Neural Computation, 9(8):1735–1780, 1997.
[25] X. Jia, H. Lu, and M.-H. Yang. Visual tracking via adaptive
structural local sparse appearance model. In CVPR, 2012.
[26] J. Kwon and K. M. Lee. Tracking of a non-rigid object vi-
a patch-based dynamic appearance modeling and adaptive
basin hopping monte carlo sampling. In CVPR, 2009.
[27] J. Kwon and K. M. Lee. Highly nonrigid object tracking
via patch-based dynamic appearance modeling. T-PAMI,
35(10):2427–2441, 2013.
[28] Y. Li and J. Zhu. A scale adaptive kernel correlation filter
tracker with feature integration. In ECCV Workshops, 2014.

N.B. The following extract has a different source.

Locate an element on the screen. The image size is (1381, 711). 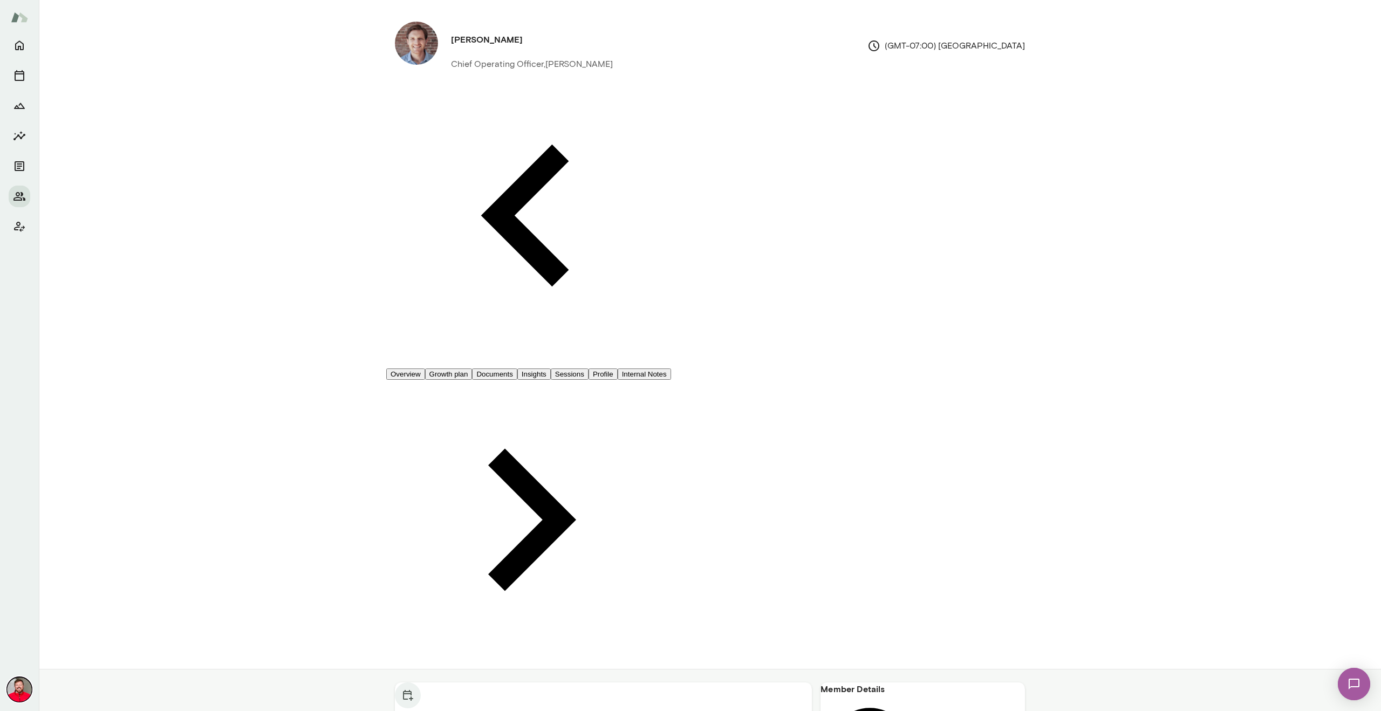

[29] Y. Li, J. Zhu, and S. C. Hoi. Reliable patch trackers: Ro-
bust visual tracking by exploiting reliable patches. In CVPR,
2015.
[30] B. Liu, J. Huang, L. Yang, and C. Kulikowsk. Robust track-
ing using local sparse appearance model and k-selection. In
CVPR, 2011.
[31] T. Liu, G. Wang, and Q. Yang. Real-time part-based visual
tracking via adaptive correlation filters. Intelligence, page
2345390, 2015.
[32] C. Ma, J.-B. Huang, X. Yang, and M.-H. Yang. Hierarchical
convolutional features for visual tracking. In ICCV, 2015.

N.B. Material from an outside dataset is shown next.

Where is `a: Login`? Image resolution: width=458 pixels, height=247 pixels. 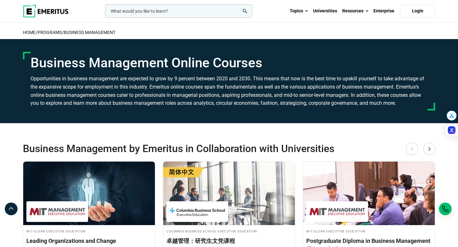 a: Login is located at coordinates (417, 11).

[33] C. Ma, X. Yang, C. Zhang, and M.-H. Yang. Long-term
correlation tracking. In CVPR, 2015.
[34] P. Pinheiro and R. Collobert. Recurrent convolutional neural
networks for scene labeling. In ICML, 2014.

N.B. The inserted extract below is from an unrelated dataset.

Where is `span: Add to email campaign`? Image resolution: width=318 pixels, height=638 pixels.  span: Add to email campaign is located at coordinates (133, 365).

[35] D. A. Ross, J. Lim, R.-S. Lin, and M.-H. Yang. Incremental
learning for robust visual tracking. IJCV, 77(1-3):125–141,
2008.
[36] M. Schuster and K. K. Paliwal. Bidirectional recurren-
t neural networks. IEEE Transactions on Signal Processing,
45(11):2673–2681, 1997.
[37] B. Shuai, Z. Zuo, and G. Wang. Quaddirectional 2d-recurrent
neural networks for image labeling. IEEE Signal Processing
Letters, 22(11):1990–1994, 2015.
[38] K. Simonyan and A. Zisserman. Very deep convolutional
networks for large-scale image recognition. arXiv preprint
arXiv:1409.1556, 2014.
[39] R. Socher, C. C. Lin, C. Manning, and A. Y. Ng. Parsing nat-
ural scenes and natural language with recursive neural net-
works. In ICML, 2011.
[40] M. F. Stollenga, W. Byeon, M. Liwicki, and J. Schmidhu-
ber. Parallel multi-dimensional lstm, with application to fast
biomedical volumetric image segmentation. arXiv preprint
arXiv:1506.07452, 2015.
[41] I. Sutskever, O. Vinyals, and Q. V. Le. Sequence to sequence
learning with neural networks. In NIPS, 2014.
1457
[42] K. S. Tai, R. Socher, and C. D. Manning. Improved semantic
representations from tree-structured long short-term memory
networks. arXiv preprint arXiv:1503.00075, 2015.
[43] L. Wang, W. Ouyang, X. Wang, and H. Lu. Visual tracking
with fully convolutional networks. In ICCV, 2015.
[44] Y. Wu, J. Lim, and M.-H. Yang. Online object tracking: A
benchmark. In CVPR, 2013.
[45] A. Yilmaz, O. Javed, and M. Shah. Object tracking: A sur-
vey. Acm computing surveys (CSUR), 38(4):13, 2006.
[46] T. Zhang, K. Jia, C. Xu, Y. Ma, and N. Ahuja. Partial occlu-
sion handling for visual tracking via robust part matching. In
CVPR, 2014.
[47] W. Zhong, H. Lu, and M.-H. Yang. Robust object tracking
via sparsity-based collaborative model. In CVPR, 2012.
[48] X. Zhu, P. Sobhani, and H. Guo. Long short-term memory
over tree structures. arXiv preprint arXiv:1503.04881, 2015.